Left for the Walking Dead: American Military Cuts and Runs in Season Finale

October 5th, 2015 5:35 AM

In the season finale of Fear the Walking Dead, the U.S. military finally decides to cut its losses and leave L.A. to the undead walkers. And honestly, I can't really blame them. For starters, the finale’s catastrophe is precipitated by the show’s protagonists’ own actions.

In their desperate, and selfish, attempts to “save themselves,” they release thousands of infected walkers from a nearby coliseum to wreak havoc on the military base and their own neighbors. 

The hell is this? Is he turned?

The dead don't use tools, man. Could be infected.

Nice night.

Sir, you're entering a restricted area. Stay where you are. I don't want to have to shoot you, old man.

You should save your ammunition.

Oh, my God! Oh, my God!

Holy shit! Multiple infected northwest corner.

I led them to the north gate, so all the soldiers are distracted. We can go now. We should move.

The compound is overrun, scuttling the evacuation that had been planned for medical professionals and their patients who are instead left to either be put down with a bolt gun, or be eaten alive by zombies. Neither is a pleasant option.

Son of a bitch.

What?

The compound's compromised. And now evac knows it.

Over here! Call backup! Hurry up!

Oh, my God.

Hold the perimeter!

We need more men!

The hard part is done.

If the infected get in, how do we get out?

That would be the harder part.

What is the delay, over?

Stand by, Doctor. Stand by, over.

The compound is secure. We're ready to go.

Doctor, we have reports of infected around your perimeter, over.

They're outside. The compound is secure. If you come now, there's time to extract us, over.

We are assessing, over.

Go. Everyone go. The transports are downstairs.

Aren't they coming?

No.

What about our patients?

I'll take care of them. Just go.

What about Chris?

If they haven't gone for him by now, they never will. I'm sorry. Go, Liza. Run.

The U.S. military had created a secure zone, largely containing the walkers despite significant losses to their own, and rather than being thanked, they’re heckled, tortured, and damned to die by the very people they were trying to protect.

Adding insult to injury, Fear the Walking Dead’s writers can’t rush fast enough to impugn the moral character of our men and women in uniform. They’re portrayed as merciless and fascistic. As the compound is over-run, three soldiers beat up Chris Manawa (Lorenzo James Henrie) and steal the family’s escape vehicle.

If they're dead, they'll just keep walking, right? They'll walk away?

I don't know.

Hey! Hey!

Come on.

Get off me!

Why didn't you guys just open the damn door, huh?

What do you guys want?

Transport. Son, just give us the keys.

No.

Come on, man, we'll take you with us.

We're not going anywhere.

Suit yourself.

What about you, girl?

Hey, you leave her alone. Leave her.

Stop it! Stop it! I have the keys.

You sure you don't want to come?

Hey, don't touch her, man! Get off me!

Add in the post-WWII death camp imagery, piles of human ash, fresh from the crematorium, and Fear the Walking Dead’s disdain for our troops couldn’t be more apparent. Rather than celebrating those who tried to save an ungrateful populace that refused to face the reality of the threat bearing down on them, Fear the Walking Dead presents a military chomping at the bit to let their countrymen die in the jaws of AMC’s undead horde.

Sometimes you don’t know a good thing until it’s gone. Maybe next season, this roving band of survivors will begin to appreciate the military they so flippantly cast aside and the hard choices that must be made in a warzone.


Problem description → Pull every line with "Provided" from the material.
%%
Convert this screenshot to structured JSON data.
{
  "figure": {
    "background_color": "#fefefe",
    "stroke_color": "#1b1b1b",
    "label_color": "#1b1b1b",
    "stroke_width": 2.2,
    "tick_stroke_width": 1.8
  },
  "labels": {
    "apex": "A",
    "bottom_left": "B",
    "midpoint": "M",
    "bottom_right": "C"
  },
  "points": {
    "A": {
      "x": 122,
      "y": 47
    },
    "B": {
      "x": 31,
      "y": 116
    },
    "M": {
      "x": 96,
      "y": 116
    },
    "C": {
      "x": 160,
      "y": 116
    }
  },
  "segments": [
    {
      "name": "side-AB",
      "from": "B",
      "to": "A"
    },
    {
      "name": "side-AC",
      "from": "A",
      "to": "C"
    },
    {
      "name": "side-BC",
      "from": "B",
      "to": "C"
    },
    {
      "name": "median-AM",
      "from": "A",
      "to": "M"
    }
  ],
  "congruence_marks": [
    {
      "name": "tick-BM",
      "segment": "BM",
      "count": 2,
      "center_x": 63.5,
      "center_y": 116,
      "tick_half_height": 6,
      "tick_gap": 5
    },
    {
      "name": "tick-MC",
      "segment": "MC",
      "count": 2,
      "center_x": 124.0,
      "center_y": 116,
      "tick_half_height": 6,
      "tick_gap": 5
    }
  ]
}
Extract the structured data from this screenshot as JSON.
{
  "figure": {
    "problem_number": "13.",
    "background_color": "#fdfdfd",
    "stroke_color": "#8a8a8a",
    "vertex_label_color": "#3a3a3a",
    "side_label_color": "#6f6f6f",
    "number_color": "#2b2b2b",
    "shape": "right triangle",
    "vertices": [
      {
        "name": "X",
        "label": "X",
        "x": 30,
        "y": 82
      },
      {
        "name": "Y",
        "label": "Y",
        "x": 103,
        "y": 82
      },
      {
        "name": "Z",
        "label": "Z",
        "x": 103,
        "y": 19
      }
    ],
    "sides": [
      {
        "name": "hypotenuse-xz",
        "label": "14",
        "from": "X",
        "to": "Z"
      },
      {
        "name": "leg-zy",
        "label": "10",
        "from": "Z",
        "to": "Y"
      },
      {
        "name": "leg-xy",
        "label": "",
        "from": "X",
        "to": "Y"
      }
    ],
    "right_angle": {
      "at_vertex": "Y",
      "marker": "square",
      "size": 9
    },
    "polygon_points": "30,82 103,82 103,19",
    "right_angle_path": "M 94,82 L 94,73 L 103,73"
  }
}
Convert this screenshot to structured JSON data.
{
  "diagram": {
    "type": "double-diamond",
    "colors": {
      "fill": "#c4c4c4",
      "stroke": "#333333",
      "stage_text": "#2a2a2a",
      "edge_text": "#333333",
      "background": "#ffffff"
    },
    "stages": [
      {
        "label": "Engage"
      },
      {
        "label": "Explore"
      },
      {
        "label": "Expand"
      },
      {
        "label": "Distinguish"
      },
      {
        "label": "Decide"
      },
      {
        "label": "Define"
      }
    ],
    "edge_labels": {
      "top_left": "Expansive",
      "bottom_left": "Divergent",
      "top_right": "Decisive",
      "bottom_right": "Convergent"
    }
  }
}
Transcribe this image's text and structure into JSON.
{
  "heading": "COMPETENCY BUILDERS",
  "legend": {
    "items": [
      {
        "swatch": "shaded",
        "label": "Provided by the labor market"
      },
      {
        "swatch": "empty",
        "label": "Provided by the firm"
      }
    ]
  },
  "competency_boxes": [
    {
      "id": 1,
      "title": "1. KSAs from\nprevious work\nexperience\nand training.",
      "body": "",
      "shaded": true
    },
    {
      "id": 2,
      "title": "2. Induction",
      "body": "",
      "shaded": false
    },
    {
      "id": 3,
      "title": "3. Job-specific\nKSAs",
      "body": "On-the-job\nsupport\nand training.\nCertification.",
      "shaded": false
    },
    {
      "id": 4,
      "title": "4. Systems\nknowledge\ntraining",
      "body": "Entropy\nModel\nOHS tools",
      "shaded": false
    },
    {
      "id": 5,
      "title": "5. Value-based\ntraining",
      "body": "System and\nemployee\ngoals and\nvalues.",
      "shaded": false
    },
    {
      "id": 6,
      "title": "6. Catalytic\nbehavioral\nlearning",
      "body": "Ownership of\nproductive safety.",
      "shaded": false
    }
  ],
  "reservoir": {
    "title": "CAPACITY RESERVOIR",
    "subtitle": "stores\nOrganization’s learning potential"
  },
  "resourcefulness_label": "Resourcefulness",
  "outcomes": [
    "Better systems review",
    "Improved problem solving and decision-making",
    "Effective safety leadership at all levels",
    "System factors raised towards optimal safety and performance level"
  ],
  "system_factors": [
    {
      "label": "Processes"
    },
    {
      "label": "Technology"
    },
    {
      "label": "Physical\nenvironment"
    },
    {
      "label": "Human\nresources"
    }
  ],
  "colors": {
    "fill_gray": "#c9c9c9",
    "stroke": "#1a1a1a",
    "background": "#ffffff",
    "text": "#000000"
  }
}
%%
%%
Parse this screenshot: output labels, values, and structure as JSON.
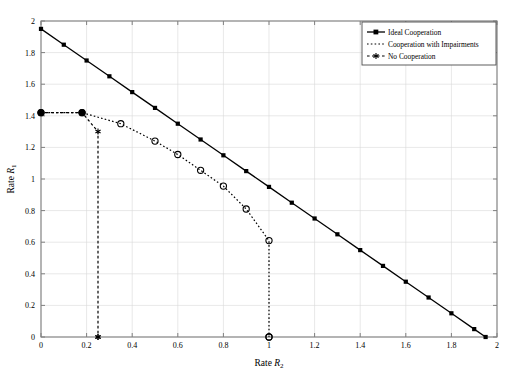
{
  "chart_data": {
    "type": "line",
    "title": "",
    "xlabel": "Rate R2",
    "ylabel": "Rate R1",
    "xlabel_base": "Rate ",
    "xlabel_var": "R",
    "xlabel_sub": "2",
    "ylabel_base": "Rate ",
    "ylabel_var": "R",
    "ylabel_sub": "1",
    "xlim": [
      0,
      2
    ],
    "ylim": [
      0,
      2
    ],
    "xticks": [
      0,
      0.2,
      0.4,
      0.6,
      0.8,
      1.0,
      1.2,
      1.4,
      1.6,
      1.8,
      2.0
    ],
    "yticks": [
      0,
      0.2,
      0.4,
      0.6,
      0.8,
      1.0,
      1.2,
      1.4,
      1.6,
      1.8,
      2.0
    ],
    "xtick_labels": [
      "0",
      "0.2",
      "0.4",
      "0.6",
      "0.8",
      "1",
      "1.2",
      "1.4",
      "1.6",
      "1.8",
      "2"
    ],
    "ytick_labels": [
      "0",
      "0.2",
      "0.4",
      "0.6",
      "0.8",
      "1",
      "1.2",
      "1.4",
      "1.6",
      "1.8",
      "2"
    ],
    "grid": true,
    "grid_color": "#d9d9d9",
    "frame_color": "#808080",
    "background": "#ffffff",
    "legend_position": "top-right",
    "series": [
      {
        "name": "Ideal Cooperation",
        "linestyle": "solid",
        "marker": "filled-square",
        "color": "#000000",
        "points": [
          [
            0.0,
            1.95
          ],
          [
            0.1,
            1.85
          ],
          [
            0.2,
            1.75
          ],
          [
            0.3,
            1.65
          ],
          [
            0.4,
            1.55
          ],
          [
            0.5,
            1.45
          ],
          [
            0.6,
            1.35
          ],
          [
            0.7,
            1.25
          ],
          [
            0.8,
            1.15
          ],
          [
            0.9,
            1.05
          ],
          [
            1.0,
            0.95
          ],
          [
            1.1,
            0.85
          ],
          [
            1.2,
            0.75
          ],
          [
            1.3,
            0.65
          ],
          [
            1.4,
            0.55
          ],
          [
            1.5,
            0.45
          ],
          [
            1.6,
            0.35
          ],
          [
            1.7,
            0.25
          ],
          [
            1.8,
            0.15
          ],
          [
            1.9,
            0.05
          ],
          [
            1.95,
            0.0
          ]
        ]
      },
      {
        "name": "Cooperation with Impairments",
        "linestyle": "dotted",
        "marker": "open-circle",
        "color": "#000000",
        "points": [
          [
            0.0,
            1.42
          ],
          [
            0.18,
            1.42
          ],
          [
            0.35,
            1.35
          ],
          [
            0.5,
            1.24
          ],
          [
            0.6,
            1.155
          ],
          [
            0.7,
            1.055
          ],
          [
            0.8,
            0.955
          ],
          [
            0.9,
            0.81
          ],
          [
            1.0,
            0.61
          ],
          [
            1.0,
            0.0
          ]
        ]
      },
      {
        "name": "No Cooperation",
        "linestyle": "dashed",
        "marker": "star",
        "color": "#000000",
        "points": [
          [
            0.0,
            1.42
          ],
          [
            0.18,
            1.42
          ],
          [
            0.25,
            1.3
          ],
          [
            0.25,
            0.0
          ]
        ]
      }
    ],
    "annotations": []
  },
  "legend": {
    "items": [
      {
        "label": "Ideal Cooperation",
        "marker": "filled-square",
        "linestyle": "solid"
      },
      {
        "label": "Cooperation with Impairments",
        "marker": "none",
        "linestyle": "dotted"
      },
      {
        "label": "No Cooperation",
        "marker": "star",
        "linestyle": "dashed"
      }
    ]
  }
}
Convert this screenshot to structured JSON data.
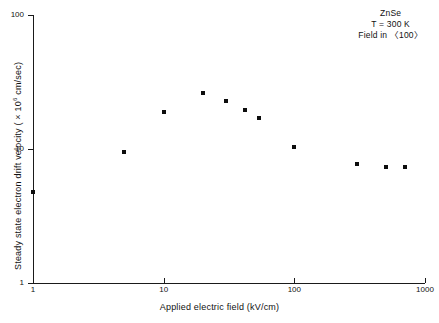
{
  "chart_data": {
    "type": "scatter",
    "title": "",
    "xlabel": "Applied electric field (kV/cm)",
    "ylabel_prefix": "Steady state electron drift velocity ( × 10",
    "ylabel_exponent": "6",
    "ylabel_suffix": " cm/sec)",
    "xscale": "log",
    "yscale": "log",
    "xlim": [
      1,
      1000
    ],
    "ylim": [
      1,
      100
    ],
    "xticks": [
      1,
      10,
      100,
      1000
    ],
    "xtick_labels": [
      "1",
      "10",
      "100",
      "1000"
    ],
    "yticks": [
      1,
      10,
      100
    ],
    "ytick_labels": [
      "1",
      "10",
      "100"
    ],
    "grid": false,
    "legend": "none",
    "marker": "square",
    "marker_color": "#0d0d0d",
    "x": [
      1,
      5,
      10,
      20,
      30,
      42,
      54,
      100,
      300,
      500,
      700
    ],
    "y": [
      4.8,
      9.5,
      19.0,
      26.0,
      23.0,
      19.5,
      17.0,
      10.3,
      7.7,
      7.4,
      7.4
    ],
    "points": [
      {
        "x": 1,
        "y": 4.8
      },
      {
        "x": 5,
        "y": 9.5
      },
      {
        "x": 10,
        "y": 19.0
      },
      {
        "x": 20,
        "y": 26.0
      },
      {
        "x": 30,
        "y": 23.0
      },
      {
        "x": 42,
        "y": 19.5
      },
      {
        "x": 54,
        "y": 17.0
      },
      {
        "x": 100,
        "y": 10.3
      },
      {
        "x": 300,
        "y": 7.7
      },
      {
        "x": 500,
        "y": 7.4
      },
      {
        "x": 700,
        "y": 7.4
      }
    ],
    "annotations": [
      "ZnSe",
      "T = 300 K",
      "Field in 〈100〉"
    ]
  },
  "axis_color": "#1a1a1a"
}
%%
Reply to the task →
        "label": "Provided by the labor market"
        "label": "Provided by the firm"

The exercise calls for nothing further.